Generates the XSLT Explorer report for the stylesheets in build/explorer.

helloWorld

A smoke test target. It just prints a message, but doing so will exercise a bunch of the build machinery in Gradle.

6.5Testing tasks

The way tests are managed was completely refactored in version 2.0.13. The new system is largely automatic.

  1. Create a new test document in src/test/resources/xml. For this example, we’ll create para.003.xml, an example of a sidebar in a para.

  2. Use the build target para.003.html to format the document. This build target (and several others) exist automatically because the source file has been created.

  3. Inspect the results (in build/actual/para.003.html) and adjust the stylesheets until you are satisfied that the results are correct. Each time you make a stylesheet change, you can re-run the para.003.html target to rebuild the output.

  4. When you are satisified, run param.003.expected to update the expected results.

  5. Run the report target to make sure no other tests have broken as a result of your changes.
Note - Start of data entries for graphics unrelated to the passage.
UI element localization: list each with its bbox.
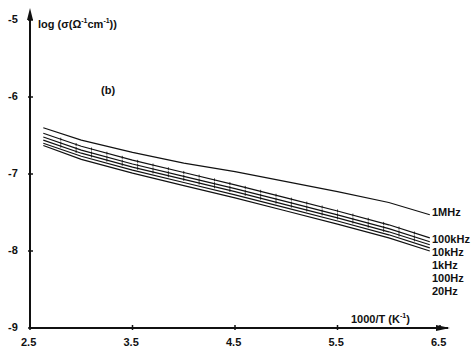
- curves: [43, 128, 430, 251]
- x-tick-label: 5.5: [329, 336, 344, 348]
- y-tick-label: -5: [8, 13, 18, 25]
- conductivity-chart: [0, 0, 476, 356]
- y-tick-label: -7: [8, 167, 18, 179]
- legend-label-10khz: 10kHz: [432, 246, 464, 258]
- x-tick-label: 4.5: [226, 336, 241, 348]
- y-tick-label: -9: [8, 321, 18, 333]
- y-tick-label: -6: [8, 90, 18, 102]
- curve-100khz: [43, 133, 430, 238]
- y-tick-label: -8: [8, 244, 18, 256]
- legend-label-100hz: 100Hz: [432, 272, 464, 284]
- x-tick-label: 3.5: [124, 336, 139, 348]
- axes: [27, 8, 450, 331]
- legend-label-100khz: 100kHz: [432, 233, 470, 245]
- y-axis-label: log (σ(Ω-1cm-1)): [38, 17, 117, 30]
- x-axis-arrow-icon: [436, 325, 450, 331]
- legend-label-1khz: 1kHz: [432, 259, 458, 271]
- curve-1mhz: [43, 128, 430, 215]
- x-tick-label: 2.5: [21, 336, 36, 348]
- legend-label-20hz: 20Hz: [432, 285, 458, 297]
- x-tick-label: 6.5: [431, 336, 446, 348]
- legend-label-1mhz: 1MHz: [432, 206, 461, 218]
- x-axis-label: 1000/T (K-1): [351, 312, 410, 325]
- y-axis-arrow-icon: [27, 8, 33, 20]
- panel-label: (b): [101, 84, 115, 96]
- curve-10khz: [43, 137, 430, 242]
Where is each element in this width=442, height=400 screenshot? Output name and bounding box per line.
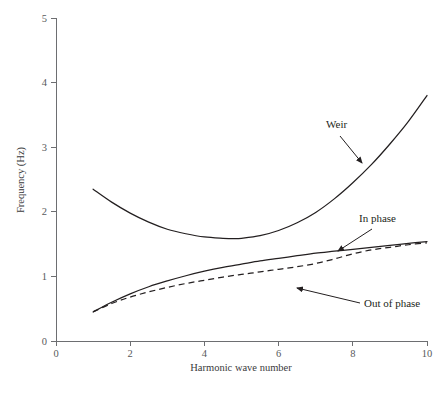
y-tick-label: 4 [42, 77, 48, 88]
y-tick-label: 2 [42, 206, 47, 217]
y-tick-label: 1 [42, 271, 47, 282]
annotation-label-weir: Weir [326, 118, 347, 130]
x-axis-title: Harmonic wave number [190, 362, 292, 373]
axis-titles: Harmonic wave number Frequency (Hz) [15, 146, 292, 373]
x-tick-label: 6 [276, 348, 281, 359]
annotation-arrow-out-of-phase [297, 288, 360, 303]
series-annotations-group: WeirIn phaseOut of phase [297, 118, 420, 309]
annotation-label-out-of-phase: Out of phase [364, 297, 420, 309]
data-series-group [93, 96, 427, 312]
x-tick-label: 2 [128, 348, 133, 359]
x-tick-label: 0 [53, 348, 58, 359]
annotation-arrow-weir [340, 136, 362, 163]
annotation-label-in-phase: In phase [359, 212, 396, 224]
frequency-vs-harmonic-wave-number-chart: 012345 0246810 Harmonic wave number Freq… [0, 0, 442, 400]
y-tick-label: 3 [42, 142, 47, 153]
x-axis-ticks: 0246810 [53, 341, 432, 359]
x-tick-label: 4 [202, 348, 208, 359]
x-tick-label: 10 [422, 348, 433, 359]
figure-container: 012345 0246810 Harmonic wave number Freq… [0, 0, 442, 400]
y-axis-title: Frequency (Hz) [15, 146, 27, 213]
y-tick-label: 5 [42, 13, 47, 24]
y-axis-ticks: 012345 [42, 13, 56, 347]
x-tick-label: 8 [350, 348, 355, 359]
y-tick-label: 0 [42, 336, 47, 347]
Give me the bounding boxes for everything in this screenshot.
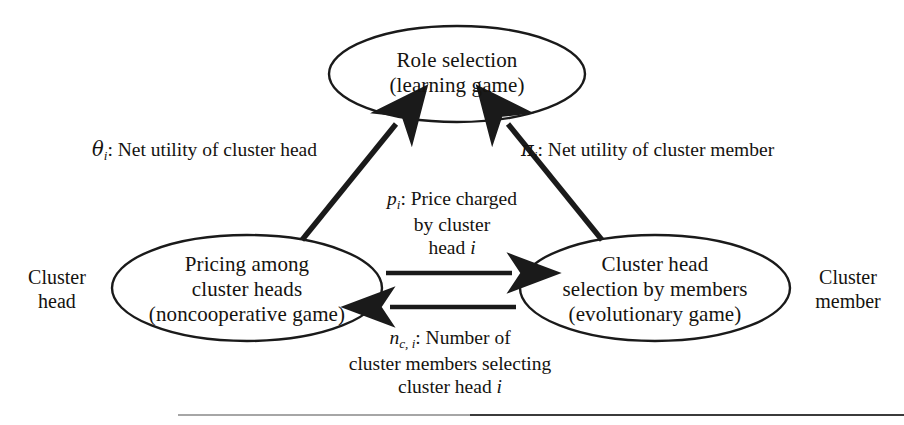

More generally, the following targets exist for any source document in src/test/resources/xml:

testdoc.html

Formats testdoc into HTML and stores the result in build/actual where it can be viewed in the browser with the appropriate CSS, JavaScript, images, etc.

testdoc.expected

Formats testdoc into HTML and stores the result in src/test/resources/expected. You should only run this task when you’ve made a change and determined that the new results are correct and should replace the previously expected results.

testdoc.pdf.html

Formats testdoc into HTML suitable for paged media and stores the result in build/actual.

testdoc.pdf

The .pdf target will generate the .pdf.html output and then attempt to transform it into PDF with either AntennaHouse or PrinceXML. Additional configuration may be necessary to get this to work.

testdoc.chunk

Formats testdoc into HTML with chunking turned on. The result is stored in index.html and other files in build/actual. No attempt is made to avoid having the output files from different documents overwrite each other. At the moment, none of the automated tests create chunked output.

testset.xspec

Runs the testset set of XSpec tests. The test sets that are available are the sets constructed from build environments and the sets created by hand (in src/test/xspec).

6.6Running XSpec

In order to get consistent results across different runs and in different environments, the XSpec tests run a driver stylesheet, xspec-driver.xsl.

Note also that the XSpec shell script is modified by the stylesheets.